I feel like this is a puzzle.  I'm slowing finding pieces that fit. 

So if you'd like to see some graphs about what kinds of corn are being used and other corn facts, check out this link.   I particularly liked the note that while a very large percentage of US corn is now GMO (presumably for increased yields) the yields haven't really changed all that much.  So the GMO yield thing isn't working as advertised, apparently. 

7 comments:

Across The Creek Farm said...

I had the opportunity to inspect an inspection of a small hand-milking Amish dairy in PA a couple years while training to be an organic inspector. The only thing they brought on to the farm was lime from a local quarry and minerals for the animals. It was pretty amazing.

-Spence

Bruce King said...

Wouldn't that be a great goal?

George said...

Across,

That's what our farm does here in MD too. Everything that our beef cattle, and poultry eat, is raised here on the farm. The only inputs we purchase in are seed (not even every year as we clean/save our own too, vetch, rye, corn, soybeans mainly), and trace minerals to mix w/ the poultry feed, or free choice for cattle.

All certified organic. it CAN be done. Right now we're averaging around 100bu/ac of corn, mind you that is on 36" row spacing. I'm trying to get the owner to let us do 30"... but so far no go.

Rich said...

Even though cattle will eat weeds, you have a good chance of getting some off-tasting milk if you have dairy cows.

I don't know much about silage, but I thought that something like clover, vetch, etc. was often intercropped with the corn (especially in organic corn).

The clover or vetch would out compete the weeds (crop canopy is the best weed control), maintain fertility (a little bit of N-fixation is always good), and can also manage the taste of the milk (milk from clover-fed cows has to taste better than the milk form pigweed-fed cows).

Daniel said...

I really liked your post about corn. Im new to the blogger world, and have found people to be very friendly. I am getting some goats soon and am thinking I may be able to get some ideas from your post.
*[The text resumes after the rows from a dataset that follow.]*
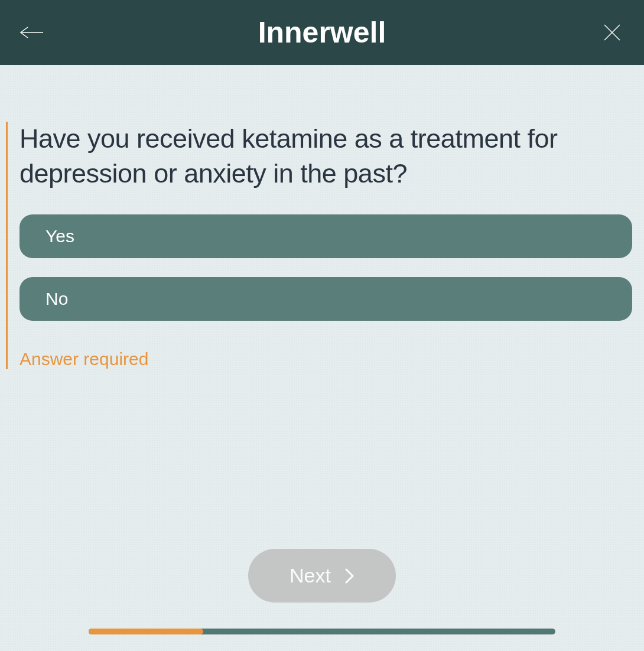  Describe the element at coordinates (326, 359) in the screenshot. I see `validation-message: Answer required` at that location.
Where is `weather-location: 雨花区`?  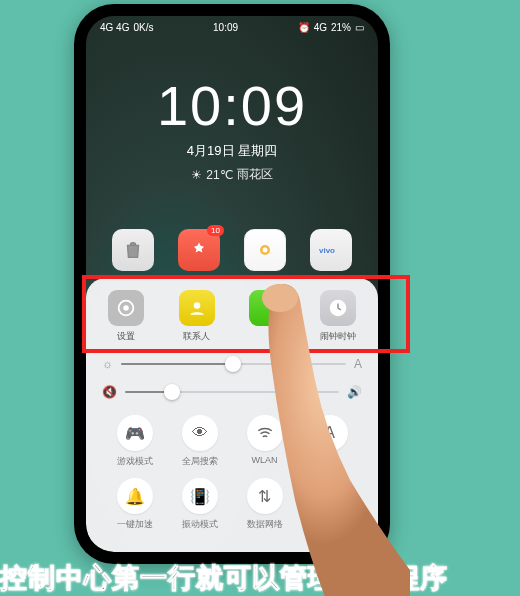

Here is a link to my blog should you be interested.

http://thereddirtroad.blogspot.com/

George said...

Our dairy cows eat all kinds of grass AND weeds, the milk is not an off flavor at all. Most weeds provide a specific trace mineral, and the cattle know this, and eat it free choice. Lambs Quarter, Dock, Mullein, Thistle etc...

As for the comment regarding intercropping w/ corn in organic production. Yes that is done at some farms, it depends on what the following crop is going to be however. No point in paying to lay down clover over 50 acres of corn when you're going to disc that corn stubble down for a rye or barley field next year...

Vetch chokes up a combine.. especially with a corn head on... if you're harvesting by hand, then go for it. We harvest vetch with barley, as it is easy to separate the two seed types, but I've never seen/or used it w/ corn.

George said...

I failed to mention Rich, that some weeds (I agree) can cause off flavored milk, namely the Allium genus.

I was speaking more towards, mullein, dock, thistle, pigweed etc.Anyhow, farm on !!